When the colorful, if somewhat fishy, music video for Faith No More’s "Epic" became a surprise MTV hit in early 1990, it had been sitting on store shelves as part of The Real Thing for some six months. Released on June 20, 1989, the album, in fact, originally seemed to be another setback in what had become nearly a decade of trying to break through.

Suddenly, Faith No More was an "overnight sensation." But then, these San Francisco-based rockers never did things the easy way. They had been gleefully baffling listeners for years with challenging, unpredictable sounds that combined alternative rock, funk rock, hard rock, art rock, you name it.

But 1985’s We Care a Lot and 1987’s only slightly more streamlined Introduce Yourself had featured the highly unconventional vocals of Chuck Mosley, who’d originally replaced a pre-fame Courtney Love.

The Real Thing kept dodging commercial conventions and breaking musical rules, but with one major difference in the recruitment of the new, and largely untested, lead singer Mike Patton. While he had his share of eccentricities and vocal eclecticism, Patton also brought a far more musical and regimented approach to a set of songs already written before his arrival.

The Real Thing would find Faith No More owning up to their Bay Area roots – and guitarist Jim Martin’s teenage friendship with deceased Metallica bassist Cliff Burton, in particular – by embracing thrash’s jagged riffing, if not its self-indulgent solos.

Watch Faith No More Perform 'Epic'

Backed by the pulverizing percussion laid down by drummer Mike ‘“Puffy” Bordin, versatile bass player Billy Gould’s elastic grooves and Roddy Bottum’s clean, uncomplicated synthesizer lines, the new music boasted a startling melodic contrast.

Those warring instrumental ingredients struck a shockingly successful musical truce on infectious numbers like the driving rocker "From out of Nowhere," the hypnotic "Falling to Pieces," the pure pop of "Underwater Love" and a should-a-been-monster-smash in "The Morning After." But they also allowed Faith No More's most contradictory influential extremes to coexist in stunning harmony, as with the death metal send-up "Surprise! You’re Dead!" – which should have converted even the most humorless metal-heads.

Then there was the dynamically schizophrenic and lyrically disturbing "Zombie Eaters," the even more awe-inspiring, religious experience of a title track and the mind-blowing, Bach-meets-Satan-for-tea-at-Salvador-Dali’s-house instrumental known as "Woodpecker from Mars."

And that's, of course, to say nothing of "Epic" – the oh-so-different, yet perfectly well-rounded little oddity that rode up the charts with the help of a timely connection to the short-lived funk-metal craze. Faith No More was, however, bigger than any genre box. The Real Thing was something of a harbinger, along with Jane’s Addiction’s Nothing’s Shocking and other risk-taking hard rock albums of the time.

The alternative revolution lay just around the corner.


Your goal:
Print the entries that appear below, exactly as written and without their pictures.

(Provided records)

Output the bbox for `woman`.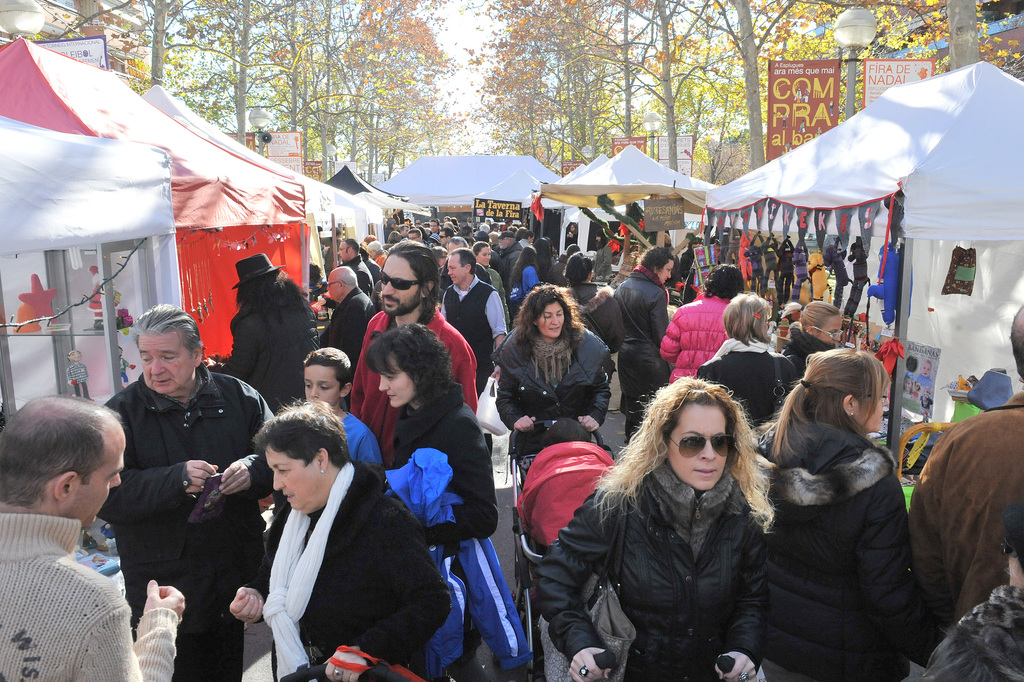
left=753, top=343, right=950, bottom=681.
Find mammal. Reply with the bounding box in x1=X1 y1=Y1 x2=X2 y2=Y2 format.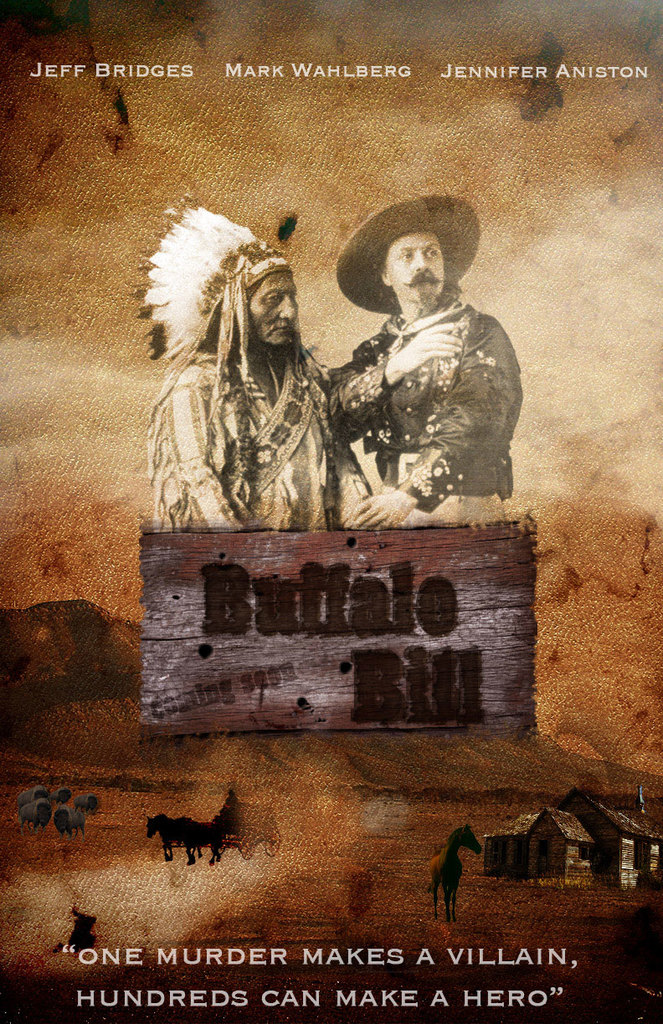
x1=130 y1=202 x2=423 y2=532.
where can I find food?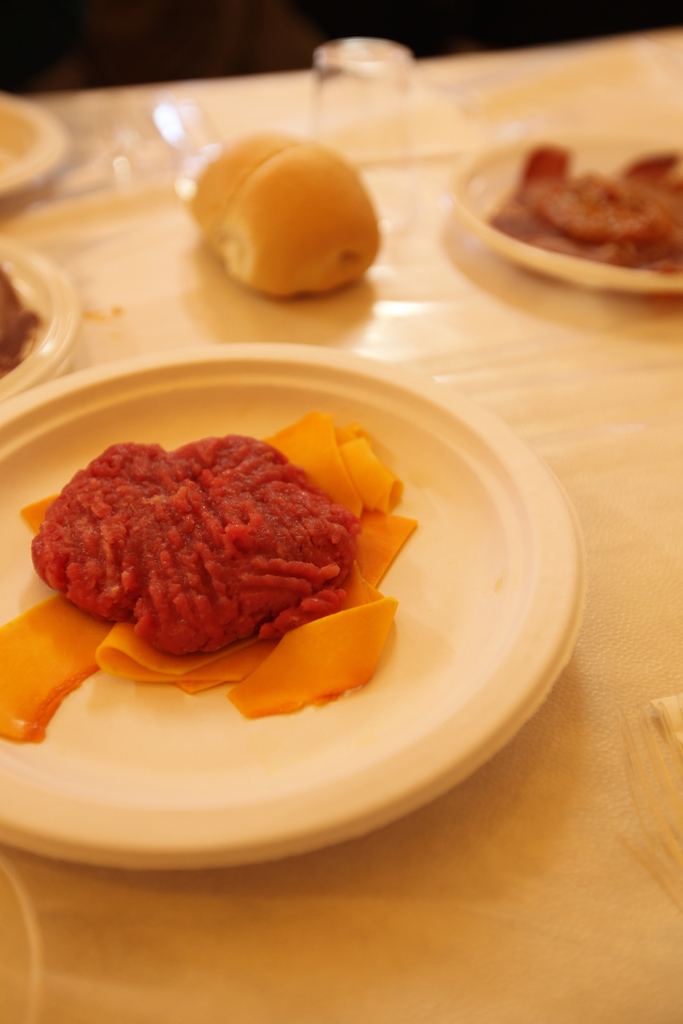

(End Provided records)

Answer to this problem:
Output the bbox for `woman`.
left=753, top=343, right=950, bottom=681.
Find mammal. Reply with the bounding box in x1=X1 y1=Y1 x2=X2 y2=Y2 format.
x1=130 y1=202 x2=423 y2=532.
where can I find food?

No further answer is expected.